Fluid and contradictory policy
    I'll have to join the chorus describing politics in the USA as being bizarre. But I have to admit, not any more bizarre than in the past. We forget the politics leading up to any war or social program foisted on us for decades.
    At any rate, I've just got to write about Trump to become relevant. His opinions are so fluid and contradictory, I've stayed away in a confused state. His protectionist ideas are at the root of my skepticism. We've got people calling themselves conservatives who rejoice at the thought of protecting inefficiency, at a cost to consumers that is totally ignored. I remember shopping for snow tires a few years ago, a week before President Obama slapped a $35 per tire tariff on Chinese tires. All tires went up $35.

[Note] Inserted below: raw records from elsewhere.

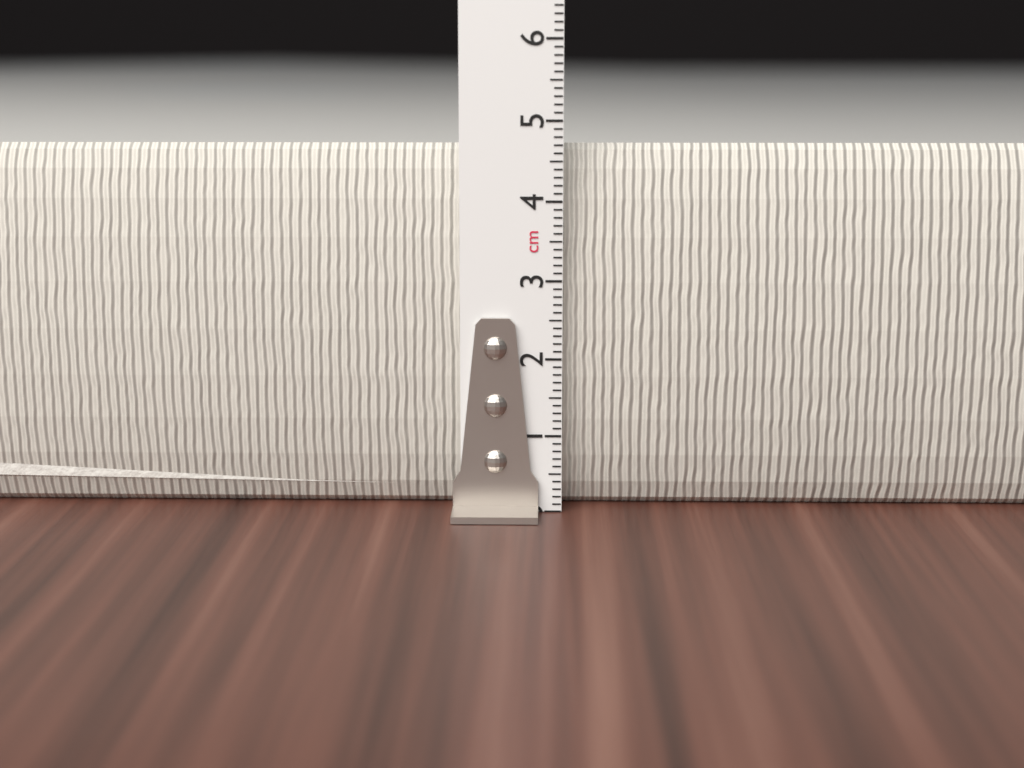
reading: 4.7 cm
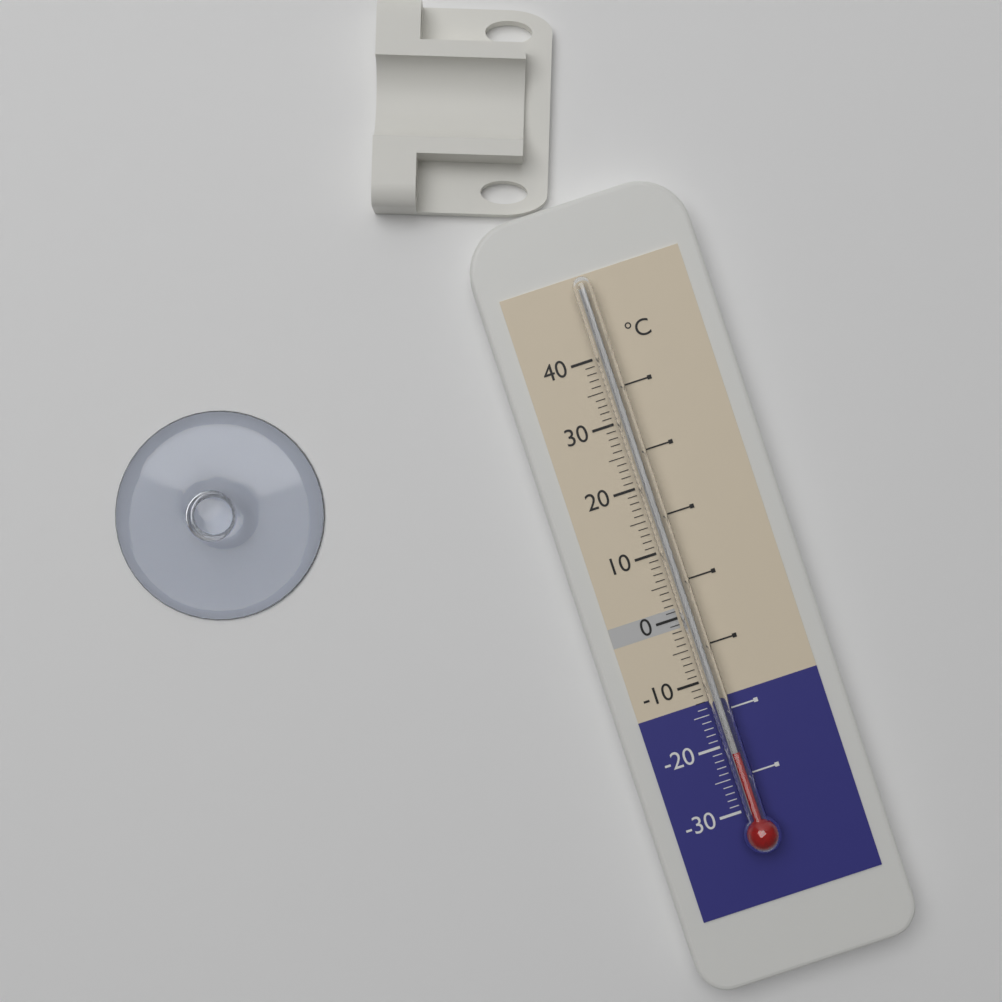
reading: -21 °C
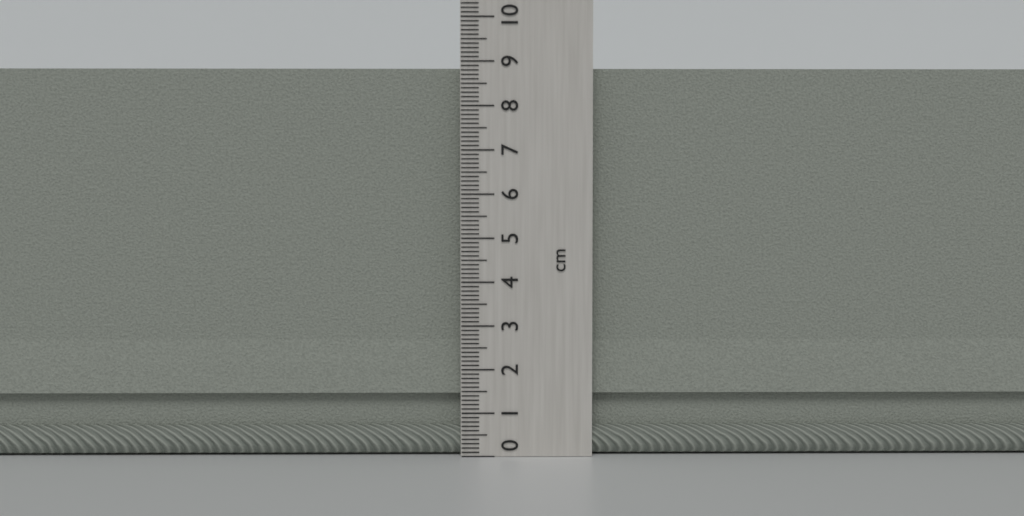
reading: 8.9 cm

    The trouble with economic interventionism is that the further down that road we go, the less sense it makes. It's like when I was caught lying as a kid. My dad said, “If you tell a lie, you will have to tell another one to cover the first one, and then another to cover those and so on. No one is smart enough to keep it all straight and you will get caught.”
    Government incentives for business are also lies. Willing buyers and sellers acting in their own self interest is the truth.
    These truths are extremely far reaching in today's world. Trump's picks for his bureaucracy show promise unless we step back and ask why these positions exist in the first place.
    Andrew Puzder for Secretary of Labor, as an example, makes me wonder... Secretary of Labor? What's he do? Make coffee, take dictation, set up appointments? We don't need no stinking secretary of labor. Work there. If you don't like it, work somewhere else. It is between you and your boss or employee. Only slavery involves a third party.
    Puzder runs Hardees. My working life began at McDonald's but Hardees' food and service make McDonald's look like an old Polack joke. There are two sides to labor. Having an extremely successful CEO is a plus for workers. Employment is mutually beneficial, despite what old world communists will claim.
    As I write this, Trump's pick to run the Department of Health and Human Services, Rep. Tom Price, has been exposed as sponsoring and co-sponsoring 44 health related bills in the House while trading more than $300,000 in stock in health related companies. This is another example where the overarching hand of government invites corruption. The issue is not the impossible task of controlling corruption but the need for so much legislation that makes that task impossible.
    I'll skip over Rex Tillerson as Secretary of State because his friendliness with Russia sounds so much better than war (I'm not invested in Northrup Grumman or General Dynamics). John Bolton as an adviser in that office is another matter. The guy wants to bomb Iran. Let's get past the nonsense that Iran is the biggest state sponsor of terrorism in the world. Ask Madeleine Albright about what was “worth it” in Iraq. Were all those Iraqi children not terrorized as they perished under U.S. sanctions?
    John Bolton will not be happy until each American's net worth is absolutely equalized through a failed attempt by people like him to abuse our military into a Roman style world domination.
    The funny part is that what Trump doesn't like about Bolton is his mustache. What I don't like about him is that he wastes his time shaving the beard. He could put that time to better use considering what The Prince of Peace might say in the matter.
    Gridlock is the best we can hope for.